Harris should take the divisions over Gaza seriously

The Faintest Candidates: Kamala Harris in Michigan, Missing Obama’s 2020, and the Case for Israel Against Hamas

Authenticity is a mirage. Americans crave the performance of authenticity as a sign that our values are in safe hands — hands just like ours. People who study this stuff for a living do not agree on what authenticity is. It’s a “you know it when you see it” situation. Candidates need to work with audience expectations of who they should be in power. A tall white guy with a healthy head of hair simply looks presidential.

The candidate who underwhelmed in 2020 is gone, despite me not being the biggest fan of him. The candidate Harris has appeared in public many times since becoming the presumptive Democratic nominee and I have been watching her to see how she plans to run and govern. The Harris- Walz ticket made its first official appearance at the Philadelphia rally during the convention of the National Federation of Teachers, but the annual conclave of the Chi Alpha chapter of the sorority, and the National Federation of Teachers convention have vastly different audiences.

For weeks, the signs did not look good for Kamala Harris in Michigan. Literally. There is a digital billboard on the side of a barn that states Willie Brown Endorses Kamala, which I saw while driving to Grayling.

There was no sign of such skepticism at the Harris rally near the Detroit airport last Wednesday, where roughly 15,000 excited people waited hours to see her. The crowd included recovering Republicans who had never been to a political rally before, United Autoworkers members in matching red shirts and Black sorority sisters dressed head to manicured toe in pink and green. Some of them mentioned experiencing the same magic they’d felt during Barack Obama’s 2008 presidential run, as they pondered the possibility of breaking another barrier — this time, the first female president. According to Sigro, she missed out on Obama. I did not want to miss out on history again.

The comparisons are both inspiring and worrying. Inspiring because it does matter that such barriers are broken, and worrying because it can tempt Democrats to focus on style and symbolism over substance. This risk is most evident, and most significant, on the issue of Gaza. There is no issue within the Democratic Party that is more divided than the U.S. government’s support for Israel after it was attacked by Hamas. If the Harris campaign is unable to address this thorny issue in a way that feels like substance, then Democrats may not get the unity they’ll need to win in November.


■ **WHAT THE EXERCISE ASKS**:
Only a number is expected here: the count of lines in this data where "summer" occurs.

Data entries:
■ ■ ■ ■ ■

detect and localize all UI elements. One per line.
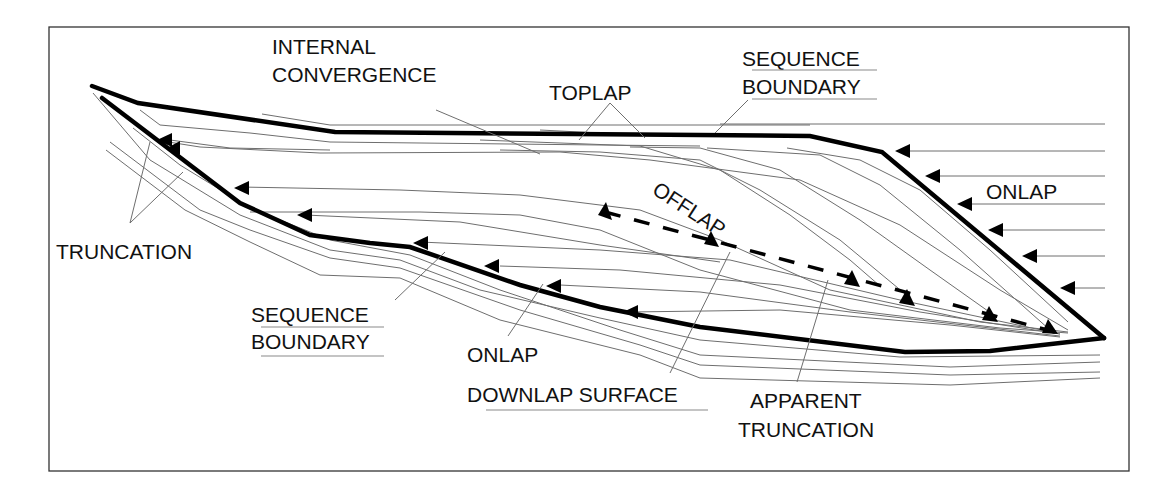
label-sequence-boundary-top: SEQUENCE <box>742 47 860 70</box>
onlap-arrows-left <box>157 133 638 319</box>
stratigraphy-diagram: INTERNAL CONVERGENCE TOPLAP SEQUENCE BOU… <box>0 0 1168 495</box>
label-truncation: TRUNCATION <box>56 240 192 263</box>
label-onlap-bottom: ONLAP <box>467 343 538 366</box>
label-internal-convergence: INTERNAL <box>272 35 376 58</box>
label-sequence-boundary-bottom: SEQUENCE <box>251 303 369 326</box>
lower-reflectors <box>93 93 1100 385</box>
label-apparent-truncation: APPARENT <box>750 389 862 412</box>
label-onlap-right: ONLAP <box>986 180 1057 203</box>
label-toplap: TOPLAP <box>549 81 631 104</box>
label-internal-convergence-2: CONVERGENCE <box>272 63 437 86</box>
label-sequence-boundary-bottom-2: BOUNDARY <box>251 330 370 353</box>
right-onlap-reflectors <box>720 124 1105 288</box>
label-downlap-surface: DOWNLAP SURFACE <box>467 383 678 406</box>
label-sequence-boundary-top-2: BOUNDARY <box>742 75 861 98</box>
label-apparent-truncation-2: TRUNCATION <box>738 418 874 441</box>
label-offlap: OFFLAP <box>649 177 730 241</box>
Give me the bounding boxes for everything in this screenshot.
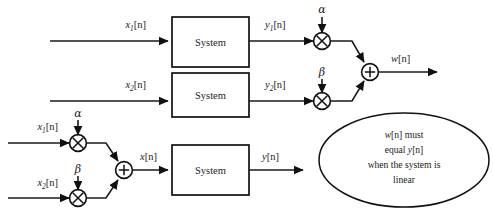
note-line-4: linear bbox=[393, 174, 416, 185]
path-mult-alpha-bottom-to-sum bbox=[86, 143, 118, 161]
label-x2-middle: x2[n] bbox=[124, 79, 146, 93]
block-diagram-canvas: x1[n] x2[n] y1[n] y2[n] w[n] x1[n] x2[n]… bbox=[0, 0, 494, 219]
label-system-middle: System bbox=[195, 90, 226, 101]
note-line-2: equal y[n] bbox=[385, 144, 424, 155]
label-y2: y2[n] bbox=[264, 79, 286, 93]
summer-bottom bbox=[116, 162, 133, 179]
multiplier-alpha-bottom bbox=[70, 135, 87, 152]
label-x1-top: x1[n] bbox=[124, 19, 146, 33]
label-beta-bottom: β bbox=[74, 163, 81, 176]
path-mult-beta-to-sum-top bbox=[330, 81, 364, 101]
note-line-3: when the system is bbox=[368, 159, 441, 170]
path-mult-alpha-to-sum-top bbox=[330, 41, 364, 62]
label-x2-bottom: x2[n] bbox=[36, 177, 58, 191]
label-x-sum: x[n] bbox=[139, 151, 157, 162]
label-y-output: y[n] bbox=[261, 151, 279, 162]
path-mult-beta-bottom-to-sum bbox=[86, 180, 118, 198]
label-beta-top: β bbox=[318, 66, 325, 79]
summer-top bbox=[362, 64, 379, 81]
note-line-1: w[n] must bbox=[385, 129, 424, 140]
label-y1: y1[n] bbox=[264, 19, 286, 33]
label-alpha-top: α bbox=[318, 3, 326, 16]
label-alpha-bottom: α bbox=[74, 107, 82, 120]
diagram-svg: x1[n] x2[n] y1[n] y2[n] w[n] x1[n] x2[n]… bbox=[0, 0, 494, 219]
label-x1-bottom: x1[n] bbox=[36, 121, 58, 135]
label-w-output: w[n] bbox=[391, 53, 410, 64]
multiplier-alpha-top bbox=[314, 33, 331, 50]
multiplier-beta-bottom bbox=[70, 190, 87, 207]
multiplier-beta-top bbox=[314, 93, 331, 110]
label-system-bottom: System bbox=[195, 165, 226, 176]
label-system-top: System bbox=[195, 37, 226, 48]
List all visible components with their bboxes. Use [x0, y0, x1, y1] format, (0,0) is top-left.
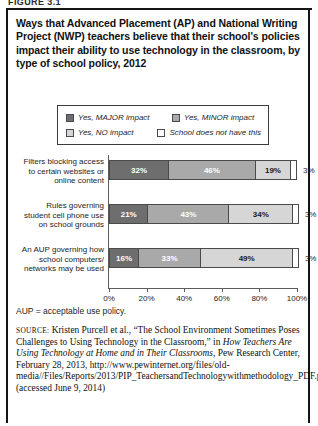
- bar-segment[interactable]: 21%: [109, 204, 148, 224]
- bar-segment[interactable]: 34%: [229, 204, 293, 224]
- x-axis-line: [108, 288, 297, 289]
- source-citation: SOURCE: Kristen Purcell et al., “The Sch…: [16, 325, 304, 395]
- page-title: Ways that Advanced Placement (AP) and Na…: [16, 17, 304, 71]
- x-axis-tick-label: 60%: [214, 294, 230, 303]
- x-axis-tick: [297, 288, 298, 292]
- x-axis-tick: [109, 288, 110, 292]
- bar-category-label: Rules governingstudent cell phone useon …: [12, 201, 104, 230]
- bar-segment[interactable]: [293, 204, 299, 224]
- bar-outside-value-label: 3%: [303, 166, 315, 175]
- legend-row: Yes, NO impact School does not have this: [66, 126, 261, 139]
- legend-item-major-impact[interactable]: Yes, MAJOR impact: [66, 113, 172, 122]
- x-axis-tick: [222, 288, 223, 292]
- bar-category-label-line: Rules governing: [12, 201, 104, 211]
- legend-label: School does not have this: [169, 128, 261, 137]
- bar-segment[interactable]: 33%: [139, 248, 201, 268]
- x-axis-tick-label: 100%: [287, 294, 307, 303]
- legend-swatch-major-icon: [66, 114, 74, 122]
- stacked-bar[interactable]: 16%33%49%: [109, 248, 299, 268]
- bar-segment[interactable]: 32%: [109, 160, 169, 180]
- legend-swatch-minor-icon: [172, 114, 180, 122]
- bar-category-label-line: Filters blocking access: [12, 157, 104, 167]
- bar-category-label-line: An AUP governing how: [12, 245, 104, 255]
- x-axis-tick-label: 40%: [176, 294, 192, 303]
- bar-category-label-line: student cell phone use: [12, 211, 104, 221]
- bar-segment[interactable]: [291, 160, 297, 180]
- bar-outside-value-label: 3%: [305, 254, 317, 263]
- bar-category-label-line: school computers/: [12, 255, 104, 265]
- stacked-bar[interactable]: 32%46%19%: [109, 160, 297, 180]
- figure-page: FIGURE 3.1 Ways that Advanced Placement …: [0, 0, 318, 426]
- legend-item-minor-impact[interactable]: Yes, MINOR impact: [172, 113, 254, 122]
- bar-segment[interactable]: 16%: [109, 248, 139, 268]
- legend-label: Yes, NO impact: [78, 128, 134, 137]
- legend-item-no-impact[interactable]: Yes, NO impact: [66, 128, 157, 137]
- bar-segment[interactable]: 49%: [201, 248, 293, 268]
- stacked-bar[interactable]: 21%43%34%: [109, 204, 299, 224]
- legend-swatch-not-have-icon: [157, 129, 165, 137]
- legend-row: Yes, MAJOR impact Yes, MINOR impact: [66, 111, 261, 124]
- legend-item-not-have-this[interactable]: School does not have this: [157, 128, 261, 137]
- bar-segment[interactable]: 46%: [169, 160, 255, 180]
- bar-segment[interactable]: 19%: [256, 160, 292, 180]
- bar-category-label-line: to certain websites or: [12, 167, 104, 177]
- footnote-aup: AUP = acceptable use policy.: [16, 306, 126, 316]
- bar-category-label-line: on school grounds: [12, 220, 104, 230]
- x-axis-tick: [147, 288, 148, 292]
- bar-category-label-line: networks may be used: [12, 264, 104, 274]
- x-axis-tick: [184, 288, 185, 292]
- x-axis-tick: [259, 288, 260, 292]
- bar-category-label: Filters blocking accessto certain websit…: [12, 157, 104, 186]
- bar-category-label: An AUP governing howschool computers/net…: [12, 245, 104, 274]
- x-axis-tick-label: 20%: [139, 294, 155, 303]
- bar-segment[interactable]: [293, 248, 299, 268]
- chart-legend: Yes, MAJOR impact Yes, MINOR impact Yes,…: [57, 105, 269, 145]
- x-axis-tick-label: 0%: [103, 294, 115, 303]
- bar-outside-value-label: 3%: [305, 210, 317, 219]
- bar-category-label-line: online content: [12, 176, 104, 186]
- legend-label: Yes, MINOR impact: [184, 113, 254, 122]
- legend-label: Yes, MAJOR impact: [78, 113, 150, 122]
- source-prefix: SOURCE:: [16, 326, 49, 335]
- legend-swatch-no-impact-icon: [66, 129, 74, 137]
- figure-number-label: FIGURE 3.1: [8, 0, 61, 6]
- stacked-bar-chart: 32%46%19%21%43%34%16%33%49% 0%20%40%60%8…: [0, 153, 318, 301]
- x-axis-tick-label: 80%: [251, 294, 267, 303]
- bar-segment[interactable]: 43%: [148, 204, 229, 224]
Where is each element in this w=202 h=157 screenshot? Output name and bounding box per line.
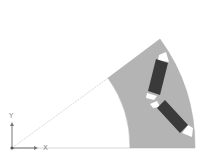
origin-marker-icon	[10, 146, 13, 149]
x-axis-label: X	[43, 144, 48, 152]
rotor-core-sector	[108, 39, 195, 148]
rotor-diagram: X Y	[0, 0, 202, 157]
construction-line-angled	[12, 78, 108, 148]
y-axis-arrow-icon	[10, 122, 14, 126]
y-axis-label: Y	[8, 112, 14, 120]
x-axis-arrow-icon	[34, 146, 38, 150]
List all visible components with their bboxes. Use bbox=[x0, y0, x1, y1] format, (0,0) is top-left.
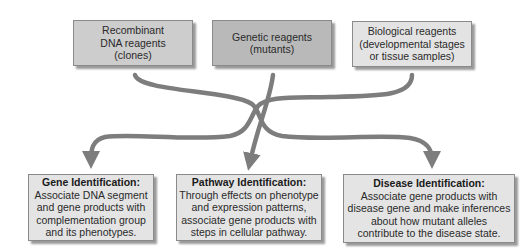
outcome-text: Associate gene products with bbox=[361, 190, 498, 203]
outcome-text: complementation group bbox=[36, 214, 146, 227]
source-text: Recombinant bbox=[102, 24, 164, 37]
outcome-text: Through effects on phenotype bbox=[179, 189, 318, 202]
outcome-text: associate gene products with bbox=[181, 214, 316, 227]
outcome-box-pathway-identification: Pathway Identification: Through effects … bbox=[176, 174, 322, 241]
source-text: Genetic reagents bbox=[232, 31, 312, 44]
source-text: DNA reagents bbox=[100, 37, 165, 50]
source-text: or tissue samples) bbox=[369, 50, 454, 63]
source-text: (mutants) bbox=[250, 43, 294, 56]
outcome-text: steps in cellular pathway. bbox=[191, 226, 308, 239]
outcome-text: and its phenotypes. bbox=[45, 226, 136, 239]
source-box-genetic-reagents: Genetic reagents (mutants) bbox=[212, 20, 332, 66]
source-text: (developmental stages bbox=[359, 38, 465, 51]
arrow-recombinant-to-disease bbox=[135, 75, 432, 160]
outcome-text: and gene products with bbox=[37, 201, 146, 214]
outcome-text: Associate DNA segment bbox=[34, 189, 147, 202]
source-text: (clones) bbox=[114, 49, 151, 62]
source-box-biological-reagents: Biological reagents (developmental stage… bbox=[352, 21, 472, 67]
source-box-recombinant-dna: Recombinant DNA reagents (clones) bbox=[73, 20, 193, 66]
outcome-title: Pathway Identification: bbox=[192, 176, 306, 189]
outcome-box-disease-identification: Disease Identification: Associate gene p… bbox=[343, 174, 515, 243]
outcome-title: Disease Identification: bbox=[373, 177, 484, 190]
outcome-box-gene-identification: Gene Identification: Associate DNA segme… bbox=[28, 174, 154, 241]
source-text: Biological reagents bbox=[368, 25, 457, 38]
outcome-text: about how mutant alleles bbox=[371, 215, 487, 228]
outcome-text: disease gene and make inferences bbox=[348, 202, 511, 215]
outcome-text: contribute to the disease state. bbox=[357, 227, 500, 240]
outcome-text: and expression patterns, bbox=[192, 201, 307, 214]
outcome-title: Gene Identification: bbox=[42, 176, 140, 189]
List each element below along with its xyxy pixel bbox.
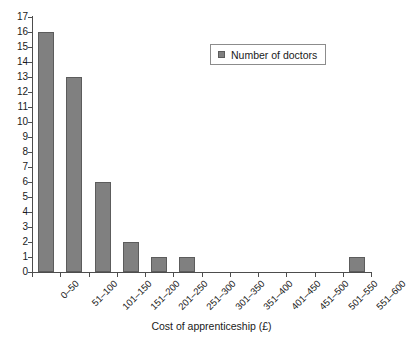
y-axis-tick-label: 7 <box>4 161 28 173</box>
y-axis-tick-mark <box>28 182 32 183</box>
x-axis-tick-mark <box>145 273 146 277</box>
y-axis-tick-label: 0 <box>4 266 28 278</box>
x-axis-tick-mark <box>343 273 344 277</box>
y-axis-tick-label: 13 <box>4 71 28 83</box>
x-axis-tick-label: 401–450 <box>289 278 323 312</box>
y-axis-tick-label: 4 <box>4 206 28 218</box>
y-axis-tick-label: 8 <box>4 146 28 158</box>
x-axis-tick-mark <box>173 273 174 277</box>
y-axis-tick-label: 9 <box>4 131 28 143</box>
y-axis-tick-label: 5 <box>4 191 28 203</box>
bar <box>151 257 167 272</box>
y-axis-tick-mark <box>28 227 32 228</box>
y-axis-tick-mark <box>28 47 32 48</box>
x-axis-tick-label: 251–300 <box>204 278 238 312</box>
y-axis-tick-mark <box>28 122 32 123</box>
x-axis-tick-label: 451–500 <box>317 278 351 312</box>
y-axis-tick-mark <box>28 32 32 33</box>
y-axis-tick-mark <box>28 197 32 198</box>
x-axis-tick-mark <box>230 273 231 277</box>
legend-swatch-icon <box>218 51 225 58</box>
y-axis-tick-label: 2 <box>4 236 28 248</box>
y-axis-tick-label: 12 <box>4 86 28 98</box>
y-axis-tick-mark <box>28 107 32 108</box>
chart-legend: Number of doctors <box>210 44 326 65</box>
y-axis-tick-label: 11 <box>4 101 28 113</box>
bar <box>38 32 54 272</box>
y-axis-tick-label: 15 <box>4 41 28 53</box>
y-axis-tick-mark <box>28 137 32 138</box>
y-axis-tick-mark <box>28 167 32 168</box>
x-axis-tick-label: 351–400 <box>261 278 295 312</box>
x-axis-tick-mark <box>258 273 259 277</box>
bar <box>95 182 111 272</box>
x-axis-tick-mark <box>202 273 203 277</box>
bar <box>179 257 195 272</box>
y-axis-tick-mark <box>28 212 32 213</box>
x-axis-tick-label: 101–150 <box>119 278 153 312</box>
y-axis-tick-mark <box>28 92 32 93</box>
x-axis-tick-mark <box>371 273 372 277</box>
y-axis-tick-mark <box>28 257 32 258</box>
x-axis-tick-mark <box>315 273 316 277</box>
y-axis-tick-mark <box>28 152 32 153</box>
y-axis-tick-label: 3 <box>4 221 28 233</box>
x-axis-tick-mark <box>117 273 118 277</box>
y-axis-tick-mark <box>28 77 32 78</box>
x-axis-tick-label: 301–350 <box>232 278 266 312</box>
legend-entry-label: Number of doctors <box>231 49 317 61</box>
x-axis-tick-mark <box>89 273 90 277</box>
y-axis-tick-label: 6 <box>4 176 28 188</box>
x-axis-tick-label: 151–200 <box>148 278 182 312</box>
x-axis-tick-label: 51–100 <box>90 278 120 308</box>
y-axis-tick-mark <box>28 242 32 243</box>
x-axis-tick-label: 0–50 <box>58 278 81 301</box>
bar <box>123 242 139 272</box>
x-axis-tick-label: 501–550 <box>345 278 379 312</box>
x-axis-title: Cost of apprenticeship (£) <box>0 320 387 332</box>
y-axis-tick-label: 10 <box>4 116 28 128</box>
x-axis-tick-label: 201–250 <box>176 278 210 312</box>
x-axis-tick-mark <box>286 273 287 277</box>
bar <box>349 257 365 272</box>
y-axis-tick-mark <box>28 17 32 18</box>
x-axis-tick-mark <box>60 273 61 277</box>
x-axis-tick-mark <box>32 273 33 277</box>
y-axis-tick-label: 14 <box>4 56 28 68</box>
x-axis-tick-label: 551–600 <box>374 278 408 312</box>
bar <box>66 77 82 272</box>
y-axis-tick-mark <box>28 62 32 63</box>
y-axis-tick-label: 1 <box>4 251 28 263</box>
y-axis-tick-label: 16 <box>4 26 28 38</box>
y-axis-tick-label: 17 <box>4 11 28 23</box>
y-axis-labels: 01234567891011121314151617 <box>0 0 28 342</box>
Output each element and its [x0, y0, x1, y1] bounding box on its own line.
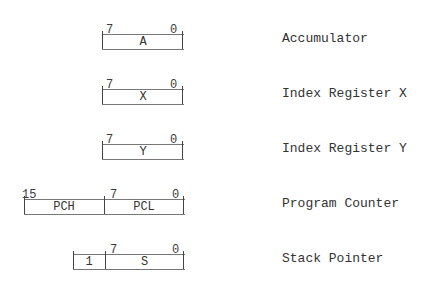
cell-y: Y: [102, 145, 184, 159]
register-box: PCH PCL: [24, 199, 185, 215]
register-box: 1 S: [73, 254, 185, 270]
register-box: A: [102, 34, 184, 50]
cell-pcl: PCL: [104, 200, 184, 214]
register-name: Stack Pointer: [282, 252, 383, 266]
register-name: Index Register X: [282, 87, 407, 101]
register-box: Y: [102, 144, 184, 160]
cell-a: A: [102, 35, 184, 49]
cell-one: 1: [73, 255, 105, 269]
register-box: X: [102, 89, 184, 105]
cell-x: X: [102, 90, 184, 104]
cell-pch: PCH: [24, 200, 104, 214]
register-name: Program Counter: [282, 197, 399, 211]
cell-s: S: [105, 255, 184, 269]
register-name: Accumulator: [282, 32, 368, 46]
register-name: Index Register Y: [282, 142, 407, 156]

■ ■ ■ ■ ■

■ **SOLUTION FOR THIS TASK**:
2